03 September 2008

Democracy in St. Paul: Pre-emptive Police

For the last year, we learn, an organization called the RNC Welcoming Committee has been under surveillance culminating in a raid before the Republican convention opened. The committee is an anti-war, anarchistic group dedicated to disrupting the convention. Their plans allegedly extended to using caltrips to disable buses carrying delegates and using themselves in human chains to blockade traffic throughout St. Paul. These were probably the sort of grandiose plans that young people of radical mindsets discuss anywhere they congregate, but they made the RNC Welcoming Committee a criminal organization that needed to be disabled pre-emptively. The raid uncovered some knives, a machete, and stockpiles of urine, along with more ordinary equipment.

Dissidence doesn't entitle anyone to destroy property or endanger people. At the same time, I agree with dissidents' right to confront the objects of their protest, so long as their right to assemble doesn't contradict the delegates' equal right. A line has to be drawn defining the degree of civil disobedience that deserves police intervention. Part of civil disobedience, at least as defined by Dr. King, is a willingness to be arrested. To an extent, a dissident's willingness to be arrested could entitle him to go further. His willingness to be arrested is meant to illustrate how intolerable conditions supposedly have become. But the point of civil disobedience is to be civil, and I don't know if blowing the tires out of moving vehicles, if that's what the Welcoming Committee planned, counts as civil anything. It'd be one thing to try to fight one's way out of those ridiculous "free speech zones" and risk arrest in the process. It'd be another to wreck buses along the way. But lest I appear to be criticizing dissidents exclusively, civil disobedience can't have any constructive effect on society if it isn't allowed to happen. The ultimate question this time is whether the authorities were right to presume that the disobedience planned would be dangerously uncivil, or whether they erred on the side of security to the detriment of liberty.

1 comment:

Anonymous said...

"They who can give up essential liberty to obtain a little temporary safety, deserve neither liberty nor safety."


#### WHAT THIS TASK INVOLVES:
Write out the data exactly, every line included.
+ + + +
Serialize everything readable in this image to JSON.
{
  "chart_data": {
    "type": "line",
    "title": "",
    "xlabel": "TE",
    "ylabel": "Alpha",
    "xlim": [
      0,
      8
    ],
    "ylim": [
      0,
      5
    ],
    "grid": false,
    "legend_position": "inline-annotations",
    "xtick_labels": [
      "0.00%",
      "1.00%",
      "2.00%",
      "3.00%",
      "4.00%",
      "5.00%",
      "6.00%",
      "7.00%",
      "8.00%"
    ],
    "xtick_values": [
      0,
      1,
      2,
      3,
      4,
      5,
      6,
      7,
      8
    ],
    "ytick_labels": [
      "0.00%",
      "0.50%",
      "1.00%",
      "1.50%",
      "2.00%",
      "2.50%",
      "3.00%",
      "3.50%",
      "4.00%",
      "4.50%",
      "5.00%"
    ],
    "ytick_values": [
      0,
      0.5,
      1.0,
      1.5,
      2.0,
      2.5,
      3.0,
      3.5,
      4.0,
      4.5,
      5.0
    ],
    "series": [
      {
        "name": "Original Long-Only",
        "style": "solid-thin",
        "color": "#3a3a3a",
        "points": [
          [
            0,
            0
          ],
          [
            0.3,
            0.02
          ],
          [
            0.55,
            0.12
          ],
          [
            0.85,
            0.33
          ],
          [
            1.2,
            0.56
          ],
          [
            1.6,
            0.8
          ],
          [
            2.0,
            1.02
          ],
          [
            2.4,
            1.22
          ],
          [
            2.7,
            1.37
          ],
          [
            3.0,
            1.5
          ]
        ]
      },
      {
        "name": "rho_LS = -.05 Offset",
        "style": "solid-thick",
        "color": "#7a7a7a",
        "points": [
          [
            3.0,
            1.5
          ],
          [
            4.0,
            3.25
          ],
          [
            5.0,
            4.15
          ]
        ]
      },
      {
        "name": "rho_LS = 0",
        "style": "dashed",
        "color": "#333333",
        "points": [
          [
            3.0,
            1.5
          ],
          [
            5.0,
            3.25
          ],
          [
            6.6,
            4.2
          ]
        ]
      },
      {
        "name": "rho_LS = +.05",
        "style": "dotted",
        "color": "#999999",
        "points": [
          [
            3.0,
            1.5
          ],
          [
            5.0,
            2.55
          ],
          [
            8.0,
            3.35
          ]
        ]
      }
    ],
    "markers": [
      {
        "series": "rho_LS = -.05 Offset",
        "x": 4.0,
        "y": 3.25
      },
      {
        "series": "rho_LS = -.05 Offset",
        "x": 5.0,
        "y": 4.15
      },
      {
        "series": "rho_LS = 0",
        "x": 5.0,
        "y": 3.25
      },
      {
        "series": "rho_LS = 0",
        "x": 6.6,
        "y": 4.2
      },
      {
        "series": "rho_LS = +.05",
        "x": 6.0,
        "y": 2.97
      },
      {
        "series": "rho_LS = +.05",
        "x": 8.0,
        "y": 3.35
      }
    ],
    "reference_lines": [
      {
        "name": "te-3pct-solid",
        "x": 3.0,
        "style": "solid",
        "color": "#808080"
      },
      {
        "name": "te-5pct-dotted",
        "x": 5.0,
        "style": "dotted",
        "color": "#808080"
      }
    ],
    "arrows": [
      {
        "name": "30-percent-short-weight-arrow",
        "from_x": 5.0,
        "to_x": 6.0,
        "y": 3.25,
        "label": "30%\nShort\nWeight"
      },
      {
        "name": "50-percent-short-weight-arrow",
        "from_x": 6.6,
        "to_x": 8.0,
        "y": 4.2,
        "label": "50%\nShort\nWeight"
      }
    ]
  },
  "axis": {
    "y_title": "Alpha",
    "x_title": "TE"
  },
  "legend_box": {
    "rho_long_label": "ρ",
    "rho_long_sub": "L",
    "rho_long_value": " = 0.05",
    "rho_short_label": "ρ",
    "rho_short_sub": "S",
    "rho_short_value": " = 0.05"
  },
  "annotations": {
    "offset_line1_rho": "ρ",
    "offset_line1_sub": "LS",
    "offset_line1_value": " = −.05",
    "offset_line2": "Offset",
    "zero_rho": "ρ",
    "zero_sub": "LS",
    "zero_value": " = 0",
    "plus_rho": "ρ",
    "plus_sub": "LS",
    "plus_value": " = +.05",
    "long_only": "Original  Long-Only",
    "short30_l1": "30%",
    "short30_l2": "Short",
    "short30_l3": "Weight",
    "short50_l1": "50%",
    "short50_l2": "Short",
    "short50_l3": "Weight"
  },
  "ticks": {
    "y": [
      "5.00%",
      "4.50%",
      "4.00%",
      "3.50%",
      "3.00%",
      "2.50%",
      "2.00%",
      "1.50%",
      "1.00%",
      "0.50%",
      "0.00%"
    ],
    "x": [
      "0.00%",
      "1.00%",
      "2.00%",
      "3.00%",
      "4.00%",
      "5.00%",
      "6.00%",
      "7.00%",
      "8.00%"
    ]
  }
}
+ + + +
#### EXERCISE SOLUTION:
Serialize everything readable in this image to JSON.
{
  "chart_data": {
    "type": "line",
    "title": "",
    "xlabel": "TE",
    "ylabel": "Alpha",
    "xlim": [
      0,
      8
    ],
    "ylim": [
      0,
      5
    ],
    "grid": false,
    "legend_position": "inline-annotations",
    "xtick_labels": [
      "0.00%",
      "1.00%",
      "2.00%",
      "3.00%",
      "4.00%",
      "5.00%",
      "6.00%",
      "7.00%",
      "8.00%"
    ],
    "xtick_values": [
      0,
      1,
      2,
      3,
      4,
      5,
      6,
      7,
      8
    ],
    "ytick_labels": [
      "0.00%",
      "0.50%",
      "1.00%",
      "1.50%",
      "2.00%",
      "2.50%",
      "3.00%",
      "3.50%",
      "4.00%",
      "4.50%",
      "5.00%"
    ],
    "ytick_values": [
      0,
      0.5,
      1.0,
      1.5,
      2.0,
      2.5,
      3.0,
      3.5,
      4.0,
      4.5,
      5.0
    ],
    "series": [
      {
        "name": "Original Long-Only",
        "style": "solid-thin",
        "color": "#3a3a3a",
        "points": [
          [
            0,
            0
          ],
          [
            0.3,
            0.02
          ],
          [
            0.55,
            0.12
          ],
          [
            0.85,
            0.33
          ],
          [
            1.2,
            0.56
          ],
          [
            1.6,
            0.8
          ],
          [
            2.0,
            1.02
          ],
          [
            2.4,
            1.22
          ],
          [
            2.7,
            1.37
          ],
          [
            3.0,
            1.5
          ]
        ]
      },
      {
        "name": "rho_LS = -.05 Offset",
        "style": "solid-thick",
        "color": "#7a7a7a",
        "points": [
          [
            3.0,
            1.5
          ],
          [
            4.0,
            3.25
          ],
          [
            5.0,
            4.15
          ]
        ]
      },
      {
        "name": "rho_LS = 0",
        "style": "dashed",
        "color": "#333333",
        "points": [
          [
            3.0,
            1.5
          ],
          [
            5.0,
            3.25
          ],
          [
            6.6,
            4.2
          ]
        ]
      },
      {
        "name": "rho_LS = +.05",
        "style": "dotted",
        "color": "#999999",
        "points": [
          [
            3.0,
            1.5
          ],
          [
            5.0,
            2.55
          ],
          [
            8.0,
            3.35
          ]
        ]
      }
    ],
    "markers": [
      {
        "series": "rho_LS = -.05 Offset",
        "x": 4.0,
        "y": 3.25
      },
      {
        "series": "rho_LS = -.05 Offset",
        "x": 5.0,
        "y": 4.15
      },
      {
        "series": "rho_LS = 0",
        "x": 5.0,
        "y": 3.25
      },
      {
        "series": "rho_LS = 0",
        "x": 6.6,
        "y": 4.2
      },
      {
        "series": "rho_LS = +.05",
        "x": 6.0,
        "y": 2.97
      },
      {
        "series": "rho_LS = +.05",
        "x": 8.0,
        "y": 3.35
      }
    ],
    "reference_lines": [
      {
        "name": "te-3pct-solid",
        "x": 3.0,
        "style": "solid",
        "color": "#808080"
      },
      {
        "name": "te-5pct-dotted",
        "x": 5.0,
        "style": "dotted",
        "color": "#808080"
      }
    ],
    "arrows": [
      {
        "name": "30-percent-short-weight-arrow",
        "from_x": 5.0,
        "to_x": 6.0,
        "y": 3.25,
        "label": "30%\nShort\nWeight"
      },
      {
        "name": "50-percent-short-weight-arrow",
        "from_x": 6.6,
        "to_x": 8.0,
        "y": 4.2,
        "label": "50%\nShort\nWeight"
      }
    ]
  },
  "axis": {
    "y_title": "Alpha",
    "x_title": "TE"
  },
  "legend_box": {
    "rho_long_label": "ρ",
    "rho_long_sub": "L",
    "rho_long_value": " = 0.05",
    "rho_short_label": "ρ",
    "rho_short_sub": "S",
    "rho_short_value": " = 0.05"
  },
  "annotations": {
    "offset_line1_rho": "ρ",
    "offset_line1_sub": "LS",
    "offset_line1_value": " = −.05",
    "offset_line2": "Offset",
    "zero_rho": "ρ",
    "zero_sub": "LS",
    "zero_value": " = 0",
    "plus_rho": "ρ",
    "plus_sub": "LS",
    "plus_value": " = +.05",
    "long_only": "Original  Long-Only",
    "short30_l1": "30%",
    "short30_l2": "Short",
    "short30_l3": "Weight",
    "short50_l1": "50%",
    "short50_l2": "Short",
    "short50_l3": "Weight"
  },
  "ticks": {
    "y": [
      "5.00%",
      "4.50%",
      "4.00%",
      "3.50%",
      "3.00%",
      "2.50%",
      "2.00%",
      "1.50%",
      "1.00%",
      "0.50%",
      "0.00%"
    ],
    "x": [
      "0.00%",
      "1.00%",
      "2.00%",
      "3.00%",
      "4.00%",
      "5.00%",
      "6.00%",
      "7.00%",
      "8.00%"
    ]
  }
}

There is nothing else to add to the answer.